Comment 3 for bug 153310

Revision history for this message
Loye Young (loyeyoung) wrote :

I've run across this too. What I wanted was to set up every user's desktop to be like the 'oem' model, but I also wanted another user already installed by default. (In my particular case, I needed to have yours truly be able to access the box for customer support issues, so I wanted an "administrator" user who had sudo power.)

Here's how I worked around it:

After the "oem" user desktop was exactly like I wanted it,
[code]
# cp -R /home/oem /home/oem2
[/code]

Search-and-replace through /home/oem2, replacing every instance of '/home/oem' with '$HOME'. (There are half a dozen or so techniques for the forgoing: pick the one you like the most.)

[code]
# cp -R /home/oem2/* /home/skel
# rm -R /home/oem2
[/code]

Then made an ugly hack towards the end of the oem-firstboot script. I told oem-firstboot to run a tiny little bash script ("another-user.sh") I wrote and saved in /temp directory. another-user.sh was extremely simple: a one-line "adduser" command, using the command-line options to give the user name, what groups the user belongs to, password, etc. After another-user.sh runs (exit 0), processing goes back to oem-firstboot. The next line of oem-firstboot deleted another-user.sh. In the case I had, I knew the user wasn't going to be poking around in the scripts, so I wasn't worried about the security implications of having a password in a text file. (I told you it was an ugly hack.)

That's what worked for me, but the problem should of course be fixed the right way.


**Exercise instructions:** Set every entry down again exactly, excluding any pictures.
##### Extracted information #####
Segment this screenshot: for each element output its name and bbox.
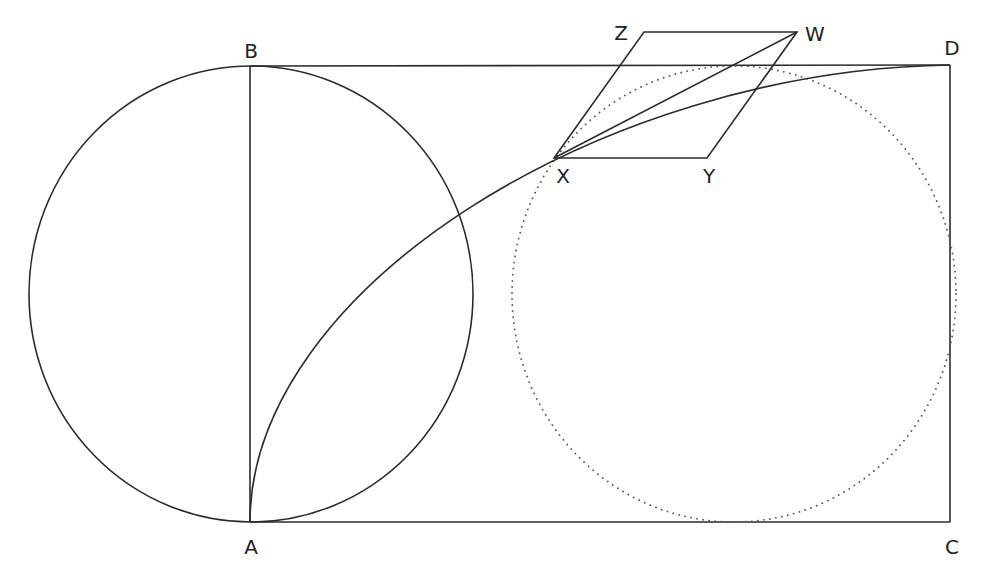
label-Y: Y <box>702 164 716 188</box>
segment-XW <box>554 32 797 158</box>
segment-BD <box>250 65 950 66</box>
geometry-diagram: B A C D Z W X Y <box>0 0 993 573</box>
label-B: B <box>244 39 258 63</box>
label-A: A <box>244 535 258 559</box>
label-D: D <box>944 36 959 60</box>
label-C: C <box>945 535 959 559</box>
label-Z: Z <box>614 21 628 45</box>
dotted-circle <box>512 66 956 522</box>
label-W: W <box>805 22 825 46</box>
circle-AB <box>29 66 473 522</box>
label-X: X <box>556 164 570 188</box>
#####
**Answer area:**
Segment this screenshot: for each element output its name and bbox.
label-Y: Y <box>702 164 716 188</box>
segment-XW <box>554 32 797 158</box>
segment-BD <box>250 65 950 66</box>
geometry-diagram: B A C D Z W X Y <box>0 0 993 573</box>
label-B: B <box>244 39 258 63</box>
label-A: A <box>244 535 258 559</box>
label-D: D <box>944 36 959 60</box>
label-C: C <box>945 535 959 559</box>
label-Z: Z <box>614 21 628 45</box>
dotted-circle <box>512 66 956 522</box>
label-W: W <box>805 22 825 46</box>
circle-AB <box>29 66 473 522</box>
label-X: X <box>556 164 570 188</box>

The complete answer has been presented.